To Be Concluded Next Month.
Fac-Similes Of Irish National Manuscripts.
Few of our readers are probably aware that the English government, for the last ten years, has been making fac-similes of the most important national MSS., for publication and sale, by the process of photo-zincography. The Domesday Book was the first work taken in hand. This wonderful record, without a peer in the world, is a general survey of the land of England, ordered by William the Conqueror in the year of our Lord 1085. It is the undisputed testimony of the relations existing at that period between the landlords and their tenants; and it describes the state of society which existed in England under the Anglo-Saxon kings up to the conquest of the kingdom by the Duke of Normandy. So successfully was the printing of the fac-similes of the Domesday Book accomplished, [pg 103] and so acceptable to historical students of every degree was its publication, that, in the spring of 1864, the Lords of H. M. Treasury unanimously endorsed the proposal by the late Master of the Rolls (Lord Romilly) that the same process of photo-zincography should be applied to the reproduction and perpetuation of some of the “National Records.” Three volumes of English manuscripts and three volumes of Scottish manuscripts have been followed by the preparation for three volumes of Irish national MSS., which will rank (says Mr. William Basevi Sanders, the Assistant Keeper of Her Majesty's Records, in his Annual Report, printed in the year 1873, on the fac-similes photo-zincographed at the Ordnance Survey Office, Southampton) among the first of the many valuable publications which Sir Henry James (the military engineer officer in charge) has been the means of laying before the public.
Let us look over Mr. Sanders's description of the Irish MSS. He has gathered his information from the best sources, having consulted and freely used O'Donovan's edition of the Annals of the Four Masters, the accessible works of Dr. Petrie, Dr. Todd, Dr. Reeves, and Prof. Westwood, and more particularly from the elaborate investigations of Prof. O'Curry, published in his Lectures on the MS. Materials of Ancient Irish History.
The first of these MSS., both in point of age and on account of the remarkable history that attaches to it, is the volume known as Domhnach Airgid, or Silver Shrine. This is a volume of the Gospels—perhaps the oldest in the world—of the Vth century, and traditionally believed to have been the private book of devotion of S. Patrick himself, and to have been given by him to S. Mac Carthainn when he placed him over the See of Clogher. The legend in which this curious story is narrated appears in the Tripartite Life of S. Patrick, and O'Curry in his lectures gives the following literal translation of it:
“S. Patrick, having gone into the territory of Ui Cremthainn, founded many churches there. As he was on his way from the North, and coming to the place now called Clochar, he was carried over a stream by his strong man, Bishop Mac Carthainn, who, while bearing the saint, groaned aloud, exclaiming ‘Uch! uch!’
“ ‘Upon my good word,’ said the saint, ‘it was not usual with you to speak that word.’
“ ‘I am now old and infirm,’ said Bishop Mac Carthainn, ‘and all my early companions on the mission you have set down in their respective churches, while I am still on my travels.’
“ ‘Found you a church, then,’ said the saint, ‘that shall not be too near for us for familiarity, nor too far from us for intercourse.’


> [What to work on]:
The lines running from the one that contains "The width and" to the end of the records below are what to reproduce, exactly and without pictures.

> [Data for analysis]:

*** Block opens ***

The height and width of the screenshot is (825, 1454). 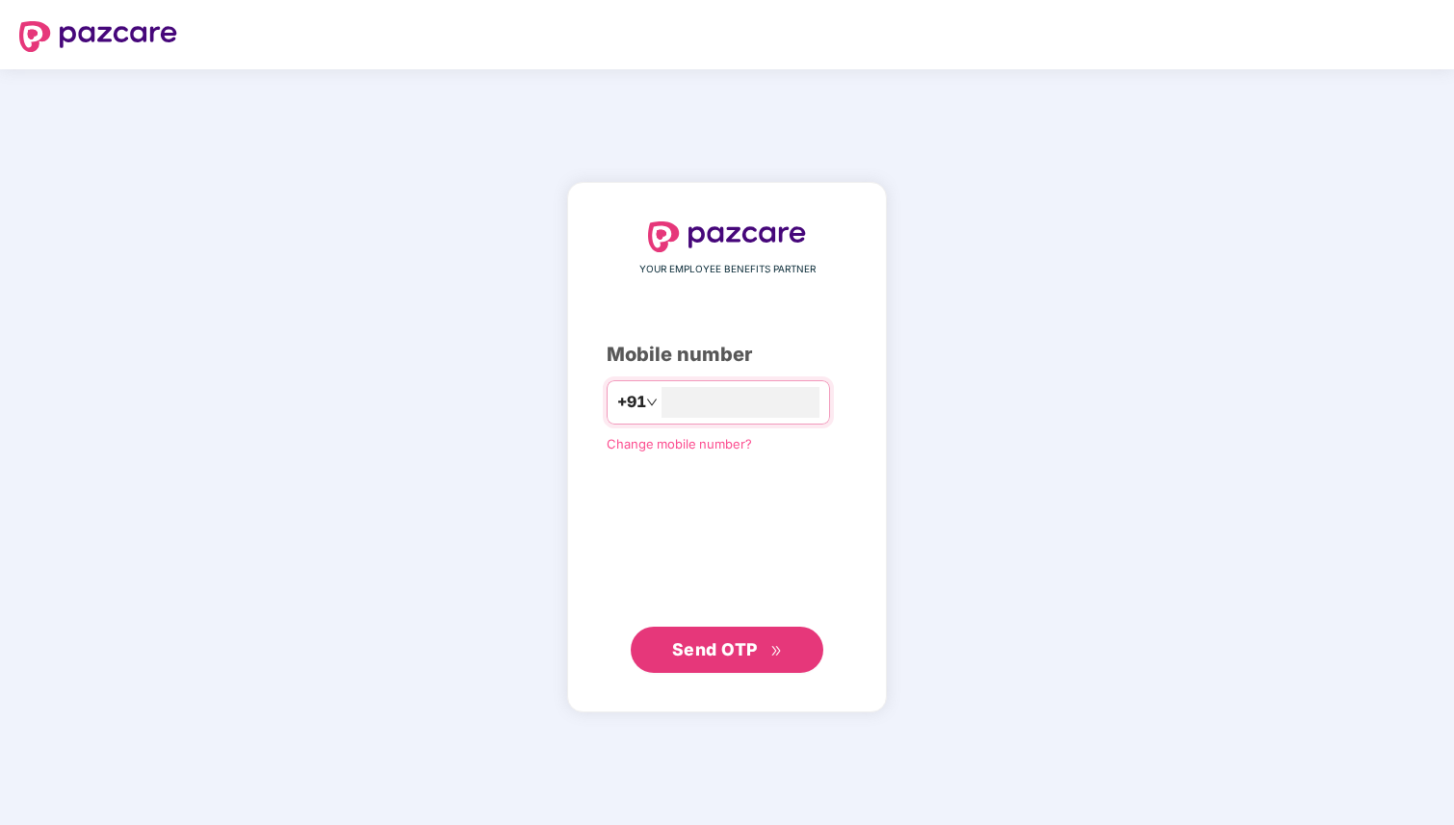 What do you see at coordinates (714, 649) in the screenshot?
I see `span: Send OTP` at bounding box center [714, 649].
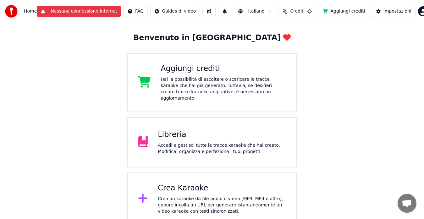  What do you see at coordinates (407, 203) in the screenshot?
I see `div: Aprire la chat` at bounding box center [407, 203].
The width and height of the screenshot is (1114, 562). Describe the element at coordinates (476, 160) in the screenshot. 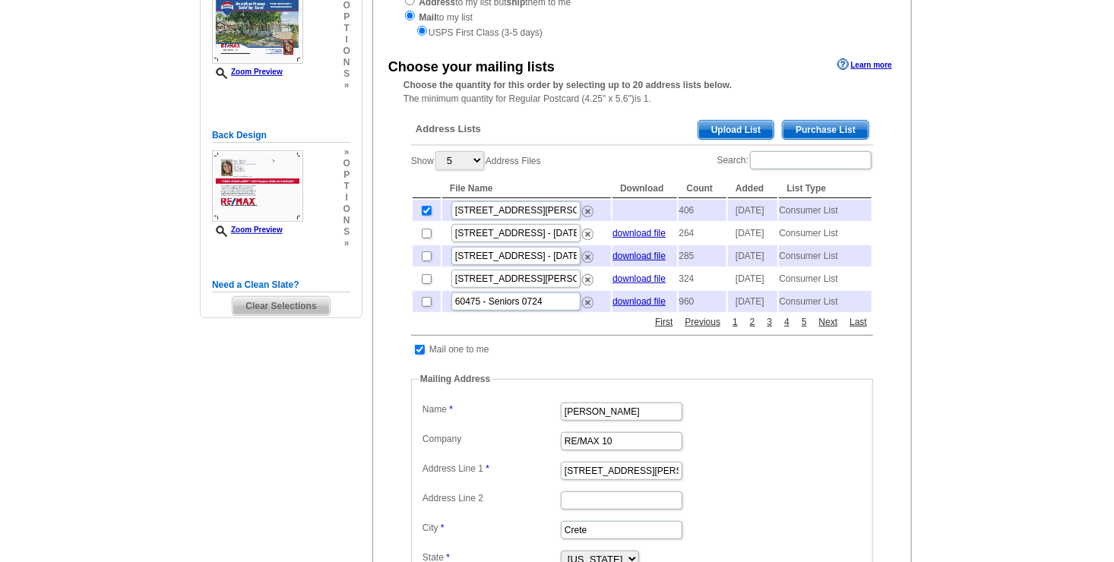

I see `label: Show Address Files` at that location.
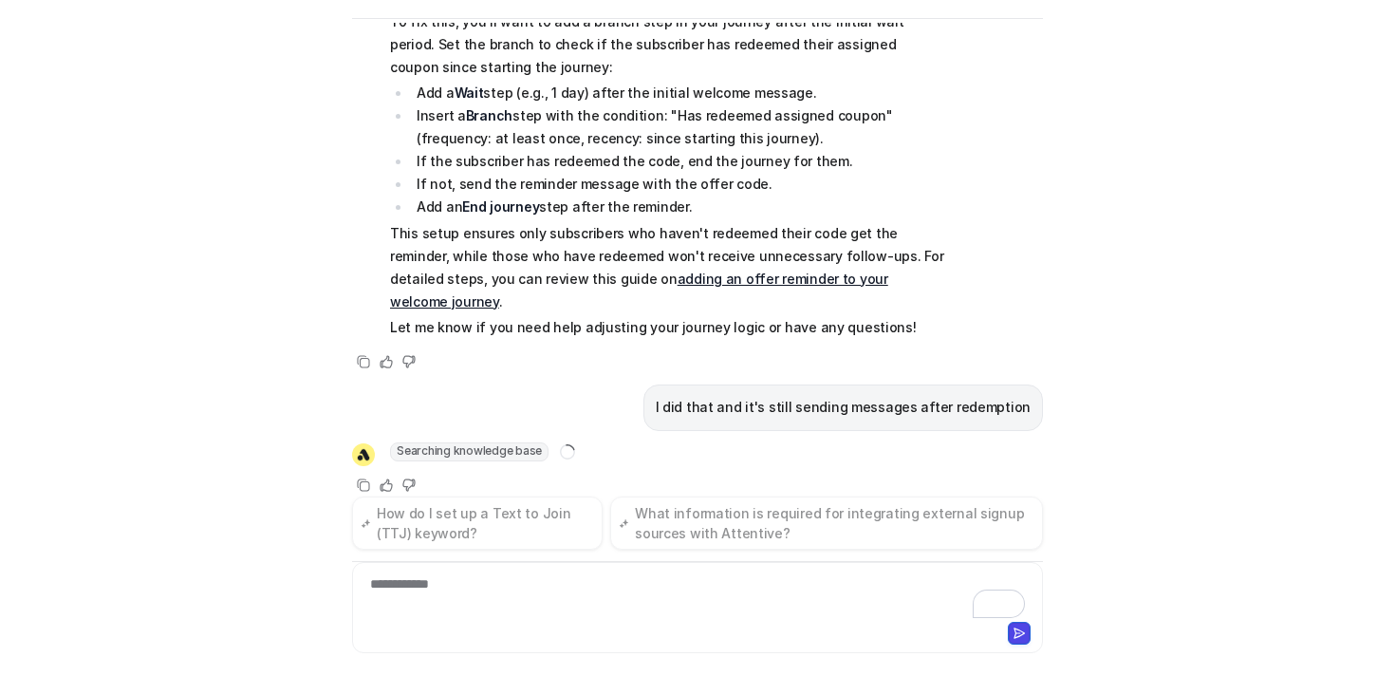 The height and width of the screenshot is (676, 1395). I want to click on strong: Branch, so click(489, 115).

*** Block closes ***

> [Solution to the exercise]:
The width and height of the screenshot is (1114, 562). Describe the element at coordinates (476, 160) in the screenshot. 

I see `label: Show Address Files` at that location.
 The height and width of the screenshot is (676, 1395). I want to click on strong: Branch, so click(489, 115).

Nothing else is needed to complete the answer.